Even though brown dwarfs can be large — up to 80 times the mass of Jupiter — they’re hard to spot, because they’re very cool, and so don’t show up in images like a bright, hot star would. So, the first hurdle to overcome for scientists studying brown dwarfs is simply finding where they are.

An artist's conception of what a brown dwarf might look like. Credit: NASA/JPL-Caltech

Citizen Science Powers Discovery

That’s where citizen scientists like Caselden come in. With NASA’s Backyard Worlds project, volunteers scan through data from the Wide-field Infrared Survey Explorer (WISE) mission, which takes pictures of the entire sky. Hidden within those images are countless new objects, but they’re hard to pick out since they’re so cold.

Citizen scientists, alongside machine learning algorithms, search through the images with a fine-toothed comb, on the lookout for anything that looks like a new brown dwarf. When they do find a candidate, they alert astronomers, who follow up on the observation to find out more. These objects are often fairly close to Earth, which can make the discoveries even more thrilling, Caselden says.

“If you find one of these, and it's really close, it's just screaming by in the images, which just looks awesome,” he says. “There's something more exciting about something flying around crazy fast.”

Caselden, who works as a computer security researcher, also began making tools for the project that allowed volunteers and researchers to search through the data in new ways.

“It's chock full of really hard problems,” he says. “And if you make any improvement, it's felt by the science team. You can see that what you do has an actual impact.”

Those tools include the Wiseview website, which Caselden created with a colleague, Paul Westin, as well as machine learning algorithms that help speed up the work of the citizen scientists with Backyard Worlds.

More than a hundred objects found by citizen scientists have gone on to be observed by astronomers with powerful telescopes, which now includes the JWST. The new and more powerful telescope could prove to be a game-changer for astronomers studying cold objects like the Y dwarfs Caselden is hoping to observe.
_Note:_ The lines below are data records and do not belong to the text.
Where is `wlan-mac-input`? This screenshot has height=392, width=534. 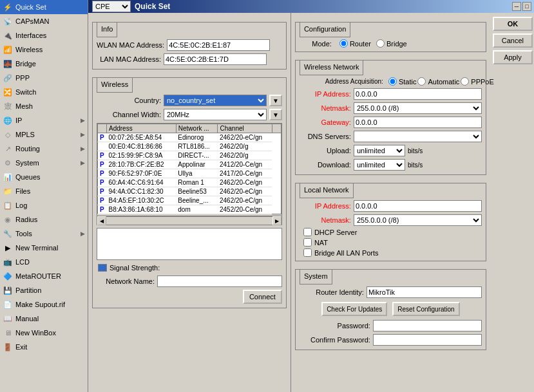
wlan-mac-input is located at coordinates (218, 45).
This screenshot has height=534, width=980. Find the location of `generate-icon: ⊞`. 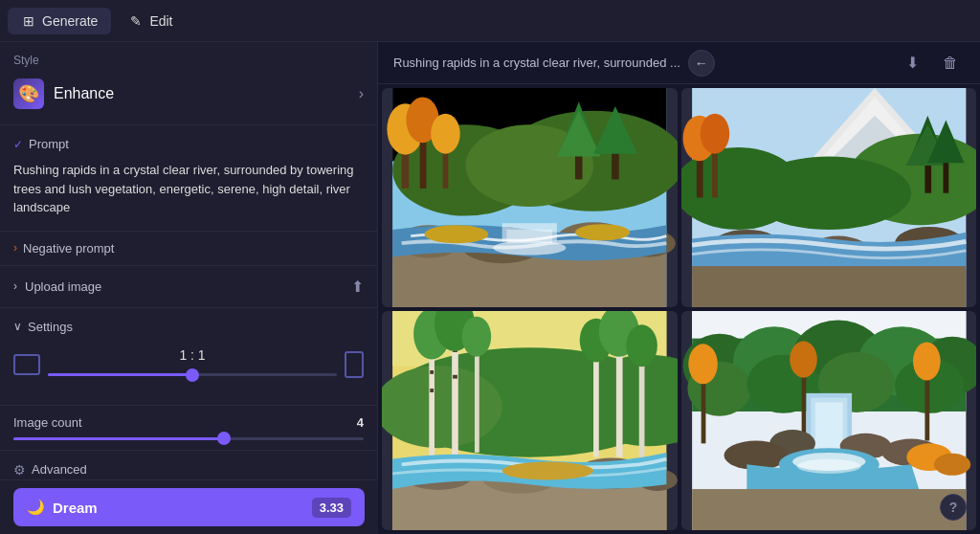

generate-icon: ⊞ is located at coordinates (29, 21).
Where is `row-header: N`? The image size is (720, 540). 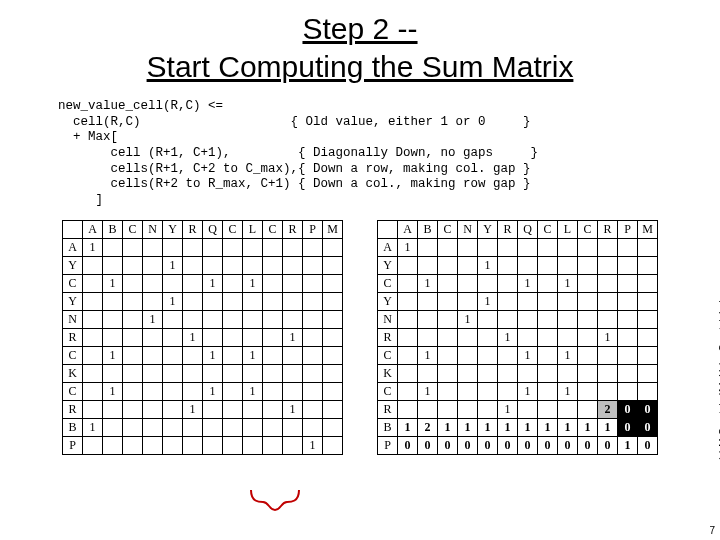
row-header: N is located at coordinates (73, 320).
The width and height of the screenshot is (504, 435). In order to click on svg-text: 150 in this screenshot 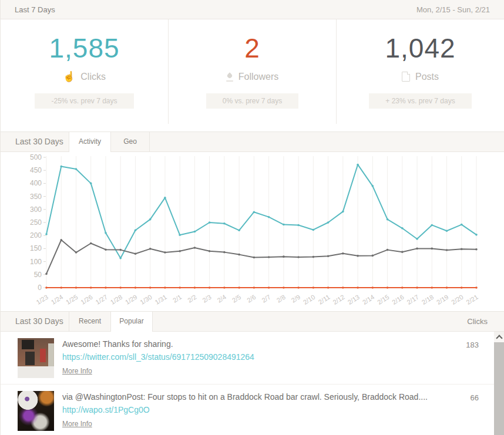, I will do `click(36, 248)`.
The JWST will allow astronomers to pick apart the different wavelengths of radiation coming from individual Y dwarfs, or their spectra, which lets them infer the age, temperature and mass of a brown dwarf, and even what kinds of elements might be there.

“The big thing that we're getting from JWST is spectra in wavelengths that we've just not gotten before,” Caselden says. “A big push now that we've obtained our first spectra is to understand the chemistry: What is within these Y dwarfs, what are we seeing in their atmospheres [that creates] these spectra?”

Those insights in turn could inform ongoing work on the atmospheres of exoplanets. Better understanding what kinds of molecules exist on other planets helps show astronomers what kinds of geological and atmospheric processes are happening there, and could even offer evidence of alien life, should it exist.

Get Involved With NASA Science

Science Near Me has dozens of opportunities to learn about and even contribute to NASA science. You can learn binary code, which astronomers use to talk to the Chandra X-ray Observatory, learn about pioneering women in science and astronomy or browse an interactive gallery of exoplanets with NASA’s Universe of Learning.

Or get involved with citizen science by hunting for brown dwarfs with Backyard Worlds: Planet Nine, or monitor light pollution in your area using your smartphone with Night Sky Light Pollution. You can also stay closer to home with the GLOBE Observer projects, which let citizen scientists track land cover, clouds, tree height and even mosquitos right here on planet Earth!

If your organization has a science opportunity to share, be sure to add it to Science Near Me! We’d love to share your event, opportunity, activity or camp with our community.